Government urged to reform payment schemes for upland farms

The independent Green Alliance think tank has called on the government to reform payment schemes to provide more support for smaller grazing and upland farms.

The group argues that the Environment Land Management (ELM) scheme is proving to be unfair and inefficient, with larger arable farms benefiting more than smaller upland farms.

Green Alliance wants the government to increase payments for tree planting and restoring peatland, and also suggests increasing carbon sequestration payments.

See also: Upland sheep farmers in Lake District fear for future

Its Farming for the Future report found that all farms in England had the potential to be profitable by providing public goods, producing food or a combination of the two, provided the public goods were fairly rewarded through ELM.

Lydia Collas, senior policy analyst at Green Alliance, said: “After quite a bit of progress since 2016, we could now be left with a scheme that neither restores nature nor supports family farms.

“We need to act to avoid a system which ends up directing most of the money to the wealthiest farms – the reason ministers have criticised the old EU scheme.

“If the government targeted public money towards nature restoration on smaller farms on more marginal land, tackling climate change and restoring nature would cost the taxpayer less and have a lower impact on producing food.

“We could move to a greener system while helping hard-working upland farmers stay afloat.”

However, Defra has dismissed the Green Alliance’s claims as inaccurate.

A Defra spokesperson said: “Our programme is designed to work across all farm business to fund the widespread, large-scale change we need to meet our challenging legally binding targets.

“The options within our Sustainable Farming Initiative (SFI) are essential to improving water quality, restoring nature across the farmed landscape, decarbonising agriculture, and building resilience to a changing climate.

“The number of applications received, and agreements offered for this year’s offer is significantly more than the uptake at the same stage of rollout last year – with hundreds of farmers applying every week for our improved and simplified SFI offer.”

NFU modelling

The NFU has also been carrying out modelling looking at support schemes in the uplands, which is due to be released next week.

It has used upland farms as case studies to determine whether the maximum theoretical SFI and Countryside Stewardship earnings would cover the loss of the Basic Payment Scheme and agri-environment schemes.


Repeat every line below exactly as it reads.

- [Data under study]:
********

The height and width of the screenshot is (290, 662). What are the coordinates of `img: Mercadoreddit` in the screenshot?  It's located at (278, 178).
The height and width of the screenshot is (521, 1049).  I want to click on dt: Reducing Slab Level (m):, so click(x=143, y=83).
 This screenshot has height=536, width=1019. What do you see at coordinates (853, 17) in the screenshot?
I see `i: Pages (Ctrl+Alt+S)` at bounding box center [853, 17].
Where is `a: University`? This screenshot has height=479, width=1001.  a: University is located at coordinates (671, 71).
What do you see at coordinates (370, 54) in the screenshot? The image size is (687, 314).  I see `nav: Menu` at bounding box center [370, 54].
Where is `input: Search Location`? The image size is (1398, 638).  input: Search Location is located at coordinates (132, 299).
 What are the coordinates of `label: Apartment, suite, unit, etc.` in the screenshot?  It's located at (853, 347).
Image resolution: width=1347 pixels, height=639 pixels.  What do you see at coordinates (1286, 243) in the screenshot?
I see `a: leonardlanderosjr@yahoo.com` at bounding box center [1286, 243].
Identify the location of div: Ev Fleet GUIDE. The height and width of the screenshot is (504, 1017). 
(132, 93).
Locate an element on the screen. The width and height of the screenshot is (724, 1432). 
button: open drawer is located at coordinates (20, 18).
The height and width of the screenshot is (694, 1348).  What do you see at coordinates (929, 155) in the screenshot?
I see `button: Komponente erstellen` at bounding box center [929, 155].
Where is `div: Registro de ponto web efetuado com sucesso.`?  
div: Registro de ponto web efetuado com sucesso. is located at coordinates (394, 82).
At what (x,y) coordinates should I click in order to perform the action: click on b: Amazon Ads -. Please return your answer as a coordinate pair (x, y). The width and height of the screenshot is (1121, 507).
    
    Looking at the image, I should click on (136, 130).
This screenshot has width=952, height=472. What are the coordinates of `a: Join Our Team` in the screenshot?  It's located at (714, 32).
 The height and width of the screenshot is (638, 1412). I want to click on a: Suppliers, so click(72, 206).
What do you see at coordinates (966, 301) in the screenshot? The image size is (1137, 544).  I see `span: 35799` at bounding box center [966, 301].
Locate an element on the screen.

********

- [Task answer]:
The height and width of the screenshot is (290, 662). What are the coordinates of `img: Mercadoreddit` in the screenshot?  It's located at (278, 178).
The height and width of the screenshot is (521, 1049).  I want to click on dt: Reducing Slab Level (m):, so click(x=143, y=83).
 This screenshot has height=536, width=1019. What do you see at coordinates (853, 17) in the screenshot?
I see `i: Pages (Ctrl+Alt+S)` at bounding box center [853, 17].
Where is `a: University`? This screenshot has height=479, width=1001.  a: University is located at coordinates (671, 71).
What do you see at coordinates (370, 54) in the screenshot? The image size is (687, 314).  I see `nav: Menu` at bounding box center [370, 54].
Where is `input: Search Location`? The image size is (1398, 638).  input: Search Location is located at coordinates (132, 299).
 What are the coordinates of `label: Apartment, suite, unit, etc.` in the screenshot?  It's located at (853, 347).
Image resolution: width=1347 pixels, height=639 pixels.  What do you see at coordinates (1286, 243) in the screenshot?
I see `a: leonardlanderosjr@yahoo.com` at bounding box center [1286, 243].
Identify the location of div: Ev Fleet GUIDE. The height and width of the screenshot is (504, 1017). 
(132, 93).
Locate an element on the screen. The width and height of the screenshot is (724, 1432). 
button: open drawer is located at coordinates (20, 18).
The height and width of the screenshot is (694, 1348).  What do you see at coordinates (929, 155) in the screenshot?
I see `button: Komponente erstellen` at bounding box center [929, 155].
Where is `div: Registro de ponto web efetuado com sucesso.`?  
div: Registro de ponto web efetuado com sucesso. is located at coordinates (394, 82).
At what (x,y) coordinates should I click in order to perform the action: click on b: Amazon Ads -. Please return your answer as a coordinate pair (x, y). The width and height of the screenshot is (1121, 507).
    
    Looking at the image, I should click on (136, 130).
This screenshot has width=952, height=472. What are the coordinates of `a: Join Our Team` in the screenshot?  It's located at (714, 32).
 The height and width of the screenshot is (638, 1412). I want to click on a: Suppliers, so click(72, 206).
What do you see at coordinates (966, 301) in the screenshot? The image size is (1137, 544).  I see `span: 35799` at bounding box center [966, 301].
Locate an element on the screen.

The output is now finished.